Banned Books Week


Today is the beginning of the American Library Association Banned Books Week. Everybody grab a banned or challenged book and start reading.

The site also has lists of Frequently Challenged Books, organized by year. The classics list surprised me. Who knew I was reading so many challenged books and enjoying them without feeling the least twinge of conscience? I must be going to hell in a handbasket.

There’s also a list of the most Frequently Challenged Authors. Judy Blume, high five.

I think people ascribe too much power to books influencing action, particularly if they have not ACTUALLY READ the books. To whit: two examples from my childhood of books that were banned from my house.

I was reading THE LUCKIEST GIRL by Beverly Cleary at around age 14. My father found it and read the jacket, which describes a teenage girl who doesn’t get along with her mom and goes to California to spend a school year with her orange-growing relatives. He confronted me with the book. “Is this why you’re fighting with your mother? The book is giving you big ideas.” Um, no. In fact, the book is all about how the girl has a better relationship with her mother in the end. The NY Times said, “Ought to be required reading for teenage daughters and their mothers.”

Another time, I had acquired Fer Shurr! How to Be a Valley Girl- Totally! at a used book sale. It’s a harmless and funny book about the language of valley girls. I thought nothing of it, until my parents were hunting around in my room and found it. “This was hidden behind your bed!” my father said, and proceeded to lecture me. Apparently they thought Valley Girl=Slut. I explained it was a joke book, and somehow my explanation was good enough that no one felt compelled to read it to actually see if I was right.

Needless to say, I actually did become more careful in hiding my books– and my inner life– from my parents.

My parents were not readers. We had one fiction book on the shelf when I was growing up, and that was left from my grandmother’s visit in the 1970s.

I have the feeling that people who ban books don’t generally read the books. They also may not understand what fiction is. Banning Harry Potter? But you know that he triumphs over evil, which is as good a religious morality fable as anything else?

You may read stuff and decide you don’t like it. You may read stuff and decide you do like it. That’s between you and that book. But you shouldn’t decide it’s easier to ban something than to think about the issues it brings up.

Published by Margaret Dilloway

Middle grade and women's fiction novelist. FIVE THINGS ABOUT AVA ANDREWS, (Balzer + Bray 2020); SUMMER OF A THOUSAND PIES. MOMOTARO: Xander and the Lost Island of Monsters (Disney Hyperion); TALE OF THE WARRIOR GEISHA and SISTERS OF HEART AND SNOW, out now from Putnam Books. HOW TO BE AN AMERICAN HOUSEWIFE was a finalist for the John Gardner fiction award. THE CARE AND HANDLING OF ROSES WITH THORNS is the 2013 Literary Tastes Best Women's Fiction Pick for the American Library Association. Mother of three children, wife to one, slave to a cat, and caretaker of the best overgrown teddy bear on Earth, Gatsby the Goldendoodle.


» WHAT THE TASK ASKS:
Only the text of the records belongs in the answer, copied exactly, with every picture omitted.

Items from a figure collection

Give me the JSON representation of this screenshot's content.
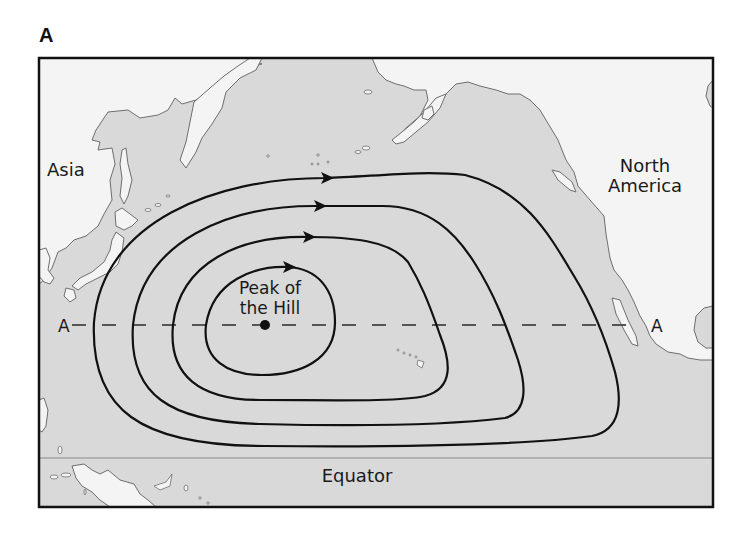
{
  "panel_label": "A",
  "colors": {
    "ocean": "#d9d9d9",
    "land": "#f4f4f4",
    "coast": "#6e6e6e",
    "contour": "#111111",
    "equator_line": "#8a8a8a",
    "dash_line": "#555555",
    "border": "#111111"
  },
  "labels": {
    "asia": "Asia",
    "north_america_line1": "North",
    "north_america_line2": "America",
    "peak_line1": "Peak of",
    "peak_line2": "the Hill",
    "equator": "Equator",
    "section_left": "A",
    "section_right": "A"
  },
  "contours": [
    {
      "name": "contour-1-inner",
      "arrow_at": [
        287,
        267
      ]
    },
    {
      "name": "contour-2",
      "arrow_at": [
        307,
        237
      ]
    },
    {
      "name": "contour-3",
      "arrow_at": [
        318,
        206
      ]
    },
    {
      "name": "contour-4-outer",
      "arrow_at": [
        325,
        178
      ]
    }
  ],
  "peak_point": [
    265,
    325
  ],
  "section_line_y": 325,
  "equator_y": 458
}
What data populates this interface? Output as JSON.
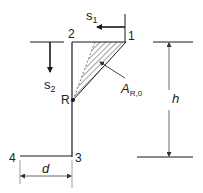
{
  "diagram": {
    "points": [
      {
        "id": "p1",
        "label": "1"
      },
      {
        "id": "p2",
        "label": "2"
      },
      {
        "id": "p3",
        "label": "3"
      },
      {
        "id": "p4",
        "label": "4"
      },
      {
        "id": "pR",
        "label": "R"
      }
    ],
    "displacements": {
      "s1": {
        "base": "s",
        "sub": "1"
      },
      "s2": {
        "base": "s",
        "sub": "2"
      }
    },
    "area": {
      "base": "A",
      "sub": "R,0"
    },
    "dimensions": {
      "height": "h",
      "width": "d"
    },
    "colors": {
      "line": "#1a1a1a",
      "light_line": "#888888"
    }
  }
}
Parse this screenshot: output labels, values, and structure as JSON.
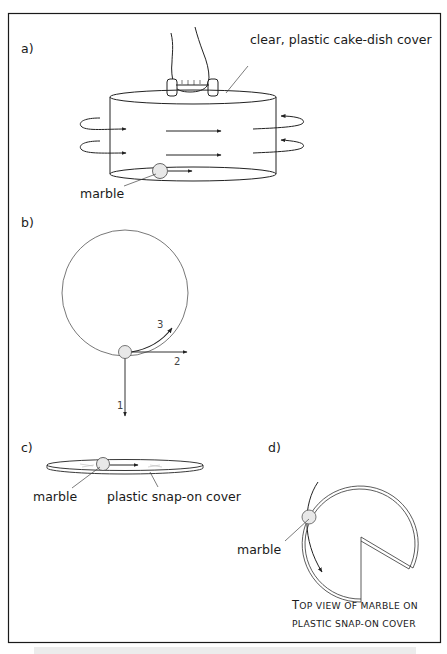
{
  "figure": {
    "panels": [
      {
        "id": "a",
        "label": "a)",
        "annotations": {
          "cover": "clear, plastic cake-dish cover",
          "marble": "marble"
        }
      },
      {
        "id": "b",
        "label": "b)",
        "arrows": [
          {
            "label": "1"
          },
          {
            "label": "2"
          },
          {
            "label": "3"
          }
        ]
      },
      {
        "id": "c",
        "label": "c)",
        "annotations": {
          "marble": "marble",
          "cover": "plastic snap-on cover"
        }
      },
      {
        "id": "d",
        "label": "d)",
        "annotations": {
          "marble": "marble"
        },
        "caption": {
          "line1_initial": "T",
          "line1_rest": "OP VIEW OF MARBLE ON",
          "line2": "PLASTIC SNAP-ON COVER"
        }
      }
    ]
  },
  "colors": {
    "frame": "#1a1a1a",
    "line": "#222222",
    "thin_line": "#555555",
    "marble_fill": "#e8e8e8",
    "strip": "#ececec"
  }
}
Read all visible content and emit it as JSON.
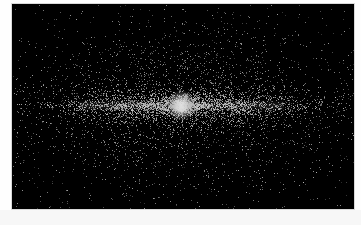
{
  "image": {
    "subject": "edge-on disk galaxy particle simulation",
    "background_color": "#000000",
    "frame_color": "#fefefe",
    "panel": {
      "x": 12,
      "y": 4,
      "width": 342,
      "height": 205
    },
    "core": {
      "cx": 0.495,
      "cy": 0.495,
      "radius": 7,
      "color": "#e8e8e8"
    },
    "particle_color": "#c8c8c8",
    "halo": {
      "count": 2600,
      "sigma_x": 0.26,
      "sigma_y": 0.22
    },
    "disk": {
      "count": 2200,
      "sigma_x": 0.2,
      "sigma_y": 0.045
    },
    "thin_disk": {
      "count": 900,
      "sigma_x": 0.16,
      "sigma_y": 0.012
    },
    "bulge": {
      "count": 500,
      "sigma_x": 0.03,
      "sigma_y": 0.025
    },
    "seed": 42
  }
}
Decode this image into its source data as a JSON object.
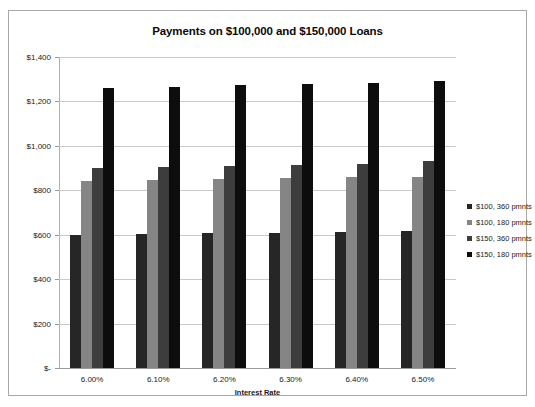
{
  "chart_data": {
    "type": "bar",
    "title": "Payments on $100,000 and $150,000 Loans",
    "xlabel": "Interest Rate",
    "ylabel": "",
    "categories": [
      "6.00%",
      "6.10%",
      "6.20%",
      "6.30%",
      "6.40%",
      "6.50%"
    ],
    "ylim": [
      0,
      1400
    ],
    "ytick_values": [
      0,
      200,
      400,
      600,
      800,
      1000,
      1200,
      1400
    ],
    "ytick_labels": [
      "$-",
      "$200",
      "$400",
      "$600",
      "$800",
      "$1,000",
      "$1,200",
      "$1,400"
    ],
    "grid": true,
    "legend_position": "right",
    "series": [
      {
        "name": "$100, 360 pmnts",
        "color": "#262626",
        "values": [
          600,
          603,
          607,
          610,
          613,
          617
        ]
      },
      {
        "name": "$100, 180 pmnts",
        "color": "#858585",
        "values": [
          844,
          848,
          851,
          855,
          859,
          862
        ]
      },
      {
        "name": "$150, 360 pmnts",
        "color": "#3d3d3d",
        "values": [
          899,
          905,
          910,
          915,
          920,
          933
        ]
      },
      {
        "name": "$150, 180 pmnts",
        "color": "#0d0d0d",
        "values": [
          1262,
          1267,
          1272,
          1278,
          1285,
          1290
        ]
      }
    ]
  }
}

» RESULT:
Give me the JSON representation of this screenshot's content.
{
  "panel_label": "A",
  "colors": {
    "ocean": "#d9d9d9",
    "land": "#f4f4f4",
    "coast": "#6e6e6e",
    "contour": "#111111",
    "equator_line": "#8a8a8a",
    "dash_line": "#555555",
    "border": "#111111"
  },
  "labels": {
    "asia": "Asia",
    "north_america_line1": "North",
    "north_america_line2": "America",
    "peak_line1": "Peak of",
    "peak_line2": "the Hill",
    "equator": "Equator",
    "section_left": "A",
    "section_right": "A"
  },
  "contours": [
    {
      "name": "contour-1-inner",
      "arrow_at": [
        287,
        267
      ]
    },
    {
      "name": "contour-2",
      "arrow_at": [
        307,
        237
      ]
    },
    {
      "name": "contour-3",
      "arrow_at": [
        318,
        206
      ]
    },
    {
      "name": "contour-4-outer",
      "arrow_at": [
        325,
        178
      ]
    }
  ],
  "peak_point": [
    265,
    325
  ],
  "section_line_y": 325,
  "equator_y": 458
}
What data populates this interface? Output as JSON.
{
  "diagram": {
    "points": [
      {
        "id": "p1",
        "label": "1"
      },
      {
        "id": "p2",
        "label": "2"
      },
      {
        "id": "p3",
        "label": "3"
      },
      {
        "id": "p4",
        "label": "4"
      },
      {
        "id": "pR",
        "label": "R"
      }
    ],
    "displacements": {
      "s1": {
        "base": "s",
        "sub": "1"
      },
      "s2": {
        "base": "s",
        "sub": "2"
      }
    },
    "area": {
      "base": "A",
      "sub": "R,0"
    },
    "dimensions": {
      "height": "h",
      "width": "d"
    },
    "colors": {
      "line": "#1a1a1a",
      "light_line": "#888888"
    }
  }
}
Parse this screenshot: output labels, values, and structure as JSON.
{
  "figure": {
    "panels": [
      {
        "id": "a",
        "label": "a)",
        "annotations": {
          "cover": "clear, plastic cake-dish cover",
          "marble": "marble"
        }
      },
      {
        "id": "b",
        "label": "b)",
        "arrows": [
          {
            "label": "1"
          },
          {
            "label": "2"
          },
          {
            "label": "3"
          }
        ]
      },
      {
        "id": "c",
        "label": "c)",
        "annotations": {
          "marble": "marble",
          "cover": "plastic snap-on cover"
        }
      },
      {
        "id": "d",
        "label": "d)",
        "annotations": {
          "marble": "marble"
        },
        "caption": {
          "line1_initial": "T",
          "line1_rest": "OP VIEW OF MARBLE ON",
          "line2": "PLASTIC SNAP-ON COVER"
        }
      }
    ]
  },
  "colors": {
    "frame": "#1a1a1a",
    "line": "#222222",
    "thin_line": "#555555",
    "marble_fill": "#e8e8e8",
    "strip": "#ececec"
  }
}
Read all visible content and emit it as JSON.
{
  "image": {
    "subject": "edge-on disk galaxy particle simulation",
    "background_color": "#000000",
    "frame_color": "#fefefe",
    "panel": {
      "x": 12,
      "y": 4,
      "width": 342,
      "height": 205
    },
    "core": {
      "cx": 0.495,
      "cy": 0.495,
      "radius": 7,
      "color": "#e8e8e8"
    },
    "particle_color": "#c8c8c8",
    "halo": {
      "count": 2600,
      "sigma_x": 0.26,
      "sigma_y": 0.22
    },
    "disk": {
      "count": 2200,
      "sigma_x": 0.2,
      "sigma_y": 0.045
    },
    "thin_disk": {
      "count": 900,
      "sigma_x": 0.16,
      "sigma_y": 0.012
    },
    "bulge": {
      "count": 500,
      "sigma_x": 0.03,
      "sigma_y": 0.025
    },
    "seed": 42
  }
}
Decode this image into its source data as a JSON object.
{
  "chart_data": {
    "type": "bar",
    "title": "Payments on $100,000 and $150,000 Loans",
    "xlabel": "Interest Rate",
    "ylabel": "",
    "categories": [
      "6.00%",
      "6.10%",
      "6.20%",
      "6.30%",
      "6.40%",
      "6.50%"
    ],
    "ylim": [
      0,
      1400
    ],
    "ytick_values": [
      0,
      200,
      400,
      600,
      800,
      1000,
      1200,
      1400
    ],
    "ytick_labels": [
      "$-",
      "$200",
      "$400",
      "$600",
      "$800",
      "$1,000",
      "$1,200",
      "$1,400"
    ],
    "grid": true,
    "legend_position": "right",
    "series": [
      {
        "name": "$100, 360 pmnts",
        "color": "#262626",
        "values": [
          600,
          603,
          607,
          610,
          613,
          617
        ]
      },
      {
        "name": "$100, 180 pmnts",
        "color": "#858585",
        "values": [
          844,
          848,
          851,
          855,
          859,
          862
        ]
      },
      {
        "name": "$150, 360 pmnts",
        "color": "#3d3d3d",
        "values": [
          899,
          905,
          910,
          915,
          920,
          933
        ]
      },
      {
        "name": "$150, 180 pmnts",
        "color": "#0d0d0d",
        "values": [
          1262,
          1267,
          1272,
          1278,
          1285,
          1290
        ]
      }
    ]
  }
}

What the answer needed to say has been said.